Rich Barton at the Zillow Premier Agent Forum
Rich Barton at the Zillow Premier Agent Forum earlier this year.

Find a big pond to go fishing in and find really talented people to fish with.

That was one piece of advice from Rich Barton, the co-founder of companies like Zillow and Expedia who took a few minutes on Thursday and answered questions on a Periscope feed hosted by Zillow after speaking in front of 2,000 of the company’s employees in Seattle.

builttolastWhen asked about the “No. 1 thing for starting a business,” Barton noted a “big pond with great fisherman.” He also told entrepreneurs to subscribe to the “Big Hairy Audacious Goals (BHAG)” mentality that Jim Collins and Jerry Porras first coined in their 1994 book, Built to Last: Successful Habits of Visionary Companies.

“I’m a big believer in this,” said Barton, also an investor in companies like Avvo, Netflix, and RealSelf.

If you set your sights high enough, it may seem crazy to others. But Barton explained that so many of the world’s most impactful visionaries subscribe to this mentality, whether it was Bill Gates with his “put a computer on every desk and every home” BHAG, or John F. Kennedy with his “put a man on the moon and return him safely to earth” BHAG.

“Both of those things happened because people rally around that mission and deliver against it,” he said.

Another company that had a BHAG? Expedia, which Barton originally started within Microsoft before spinning the company out in 1999.

“When I pitched the idea to Bill Gates and Steve Ballmer, Expedia’s BHAG was to become the largest seller of travel in the world,” he recalled. “Well, it turns out that just this past year, Expedia did become the biggest seller of travel in the world with something like $70 billion worth of travel a year now.”

Rich Barton at the 2013 GeekWire Summit
Rich Barton at the 2013 GeekWire Summit

Barton, who also co-founded company review site Glassdoor, was asked about recurring themes across all the companies he’s been apart of and touched on the importance of a healthy work environment.

“It matters a lot,” he said. “In all of these technology businesses, we create intellectual property. That comes from people’s brains. It’s ideas, it’s creativity. Therefore, the most important input to all of these businesses is your people that are writing the code, doing the marketing, coming up with the ideas, keeping the operations going, and hiring and recruiting — all of that stuff that goes into creating a high-tech company.

“And therefore, the work environment matters so much to attract and retain the great people. You got to have a fantastic work environment that respects people and treats them like adults. Then, you get great products.”

Barton also shared some insight into the beginnings of Zillow, which he started in 2006 with fellow Expedia co-founder Lloyd Frink. Part of the inspiration for creating the online real estate behemoth came about from Barton’s exposure to his mother’s job when she sold homes.

ZillowGroup-square“I would come home from college and go to my mom’s office,” he explained. “She had those big MLS books that had every page of every printout of every listing. I loved going through all the data. I remember thinking at the time — I was kind of a computer guy back then, too — that wow, why can’t regular people have access to this? Everybody should have access to this.”

Barton had another epiphany about Zillow when he and Frink shared an office after leaving Expedia. They were both having kids and both tried using the Internet to find a new home.

“We couldn’t believe how hard it was to access basic, fundamental information about what the address of a house was, what the listings were, how much they were, what the homes looked like on the inside,” Barton recalled. “This was in 2004 and the Internet had been around for nine years — why couldn’t I access this information? We thought, well, you know what happened in travel with Expedia by giving power to the people, letting them access this huge marketplace of information and take control? We thought that ought’ to happen in real estate, too.”

Finally, Barton noted how the Zillow brand name came from the desire to make “zillions” of data points realted to homes accessible to everyone. The latter part of the company name was inspired by pillows, given that Zillow is all about buying and selling physical homes.

Barton offered one other piece of advice to entrepreneurs: “Use high-point Scrabble letters in brand names you make up.”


Exercise instructions:
Search the data for the string "canvas" and copy each line where it turns up.

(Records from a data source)
------------

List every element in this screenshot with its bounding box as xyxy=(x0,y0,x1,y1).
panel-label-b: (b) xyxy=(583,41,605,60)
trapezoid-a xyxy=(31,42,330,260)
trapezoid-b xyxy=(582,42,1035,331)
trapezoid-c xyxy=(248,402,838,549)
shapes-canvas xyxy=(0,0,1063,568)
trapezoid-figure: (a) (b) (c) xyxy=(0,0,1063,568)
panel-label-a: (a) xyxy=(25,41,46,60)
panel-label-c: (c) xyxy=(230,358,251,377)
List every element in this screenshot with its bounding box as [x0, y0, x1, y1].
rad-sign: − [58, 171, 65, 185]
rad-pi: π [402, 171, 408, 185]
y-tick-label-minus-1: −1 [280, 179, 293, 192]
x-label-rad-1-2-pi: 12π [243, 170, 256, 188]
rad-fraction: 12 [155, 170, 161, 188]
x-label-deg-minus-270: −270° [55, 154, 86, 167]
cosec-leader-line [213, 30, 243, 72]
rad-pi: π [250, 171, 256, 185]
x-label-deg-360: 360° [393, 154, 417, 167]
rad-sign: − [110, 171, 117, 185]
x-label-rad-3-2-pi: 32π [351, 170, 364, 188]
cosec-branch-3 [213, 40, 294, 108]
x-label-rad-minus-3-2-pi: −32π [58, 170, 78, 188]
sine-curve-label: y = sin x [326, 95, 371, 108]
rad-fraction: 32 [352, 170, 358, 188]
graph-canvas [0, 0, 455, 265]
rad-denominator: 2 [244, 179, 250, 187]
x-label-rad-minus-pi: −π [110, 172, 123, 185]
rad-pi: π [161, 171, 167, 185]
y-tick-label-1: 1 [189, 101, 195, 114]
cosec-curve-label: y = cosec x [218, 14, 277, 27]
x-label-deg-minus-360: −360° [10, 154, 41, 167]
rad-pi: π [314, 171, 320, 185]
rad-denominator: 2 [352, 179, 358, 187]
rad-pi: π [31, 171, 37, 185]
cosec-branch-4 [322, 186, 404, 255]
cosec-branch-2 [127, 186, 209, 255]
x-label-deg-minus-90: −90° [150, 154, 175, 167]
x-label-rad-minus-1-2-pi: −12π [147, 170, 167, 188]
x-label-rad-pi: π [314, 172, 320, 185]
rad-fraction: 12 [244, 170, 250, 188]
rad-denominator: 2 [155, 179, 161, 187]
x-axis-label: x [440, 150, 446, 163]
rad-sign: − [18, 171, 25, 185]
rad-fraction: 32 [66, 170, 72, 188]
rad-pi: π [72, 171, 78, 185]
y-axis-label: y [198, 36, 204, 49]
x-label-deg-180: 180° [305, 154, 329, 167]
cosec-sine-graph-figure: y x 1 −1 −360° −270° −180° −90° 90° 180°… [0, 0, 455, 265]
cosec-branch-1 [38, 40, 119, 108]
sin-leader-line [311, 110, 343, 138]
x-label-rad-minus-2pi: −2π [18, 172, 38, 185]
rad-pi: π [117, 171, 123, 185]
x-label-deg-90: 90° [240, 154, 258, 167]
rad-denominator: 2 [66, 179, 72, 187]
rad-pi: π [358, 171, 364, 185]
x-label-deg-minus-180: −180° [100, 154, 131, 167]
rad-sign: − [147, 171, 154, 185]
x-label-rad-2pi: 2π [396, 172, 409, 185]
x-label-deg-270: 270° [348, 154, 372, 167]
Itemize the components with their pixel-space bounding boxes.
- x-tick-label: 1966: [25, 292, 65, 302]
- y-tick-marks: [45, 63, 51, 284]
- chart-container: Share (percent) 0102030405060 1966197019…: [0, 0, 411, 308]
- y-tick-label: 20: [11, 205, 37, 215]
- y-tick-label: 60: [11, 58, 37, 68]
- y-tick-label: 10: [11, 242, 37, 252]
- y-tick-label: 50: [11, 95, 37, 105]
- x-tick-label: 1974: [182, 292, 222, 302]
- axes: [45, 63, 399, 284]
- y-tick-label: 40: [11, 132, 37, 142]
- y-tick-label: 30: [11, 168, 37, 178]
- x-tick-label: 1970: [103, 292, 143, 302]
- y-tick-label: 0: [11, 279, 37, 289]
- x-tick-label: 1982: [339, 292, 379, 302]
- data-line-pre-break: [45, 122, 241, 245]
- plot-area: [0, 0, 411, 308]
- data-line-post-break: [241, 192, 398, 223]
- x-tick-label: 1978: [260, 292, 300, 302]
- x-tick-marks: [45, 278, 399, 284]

------------

Result of this exercise:
shapes-canvas xyxy=(0,0,1063,568)
graph-canvas [0, 0, 455, 265]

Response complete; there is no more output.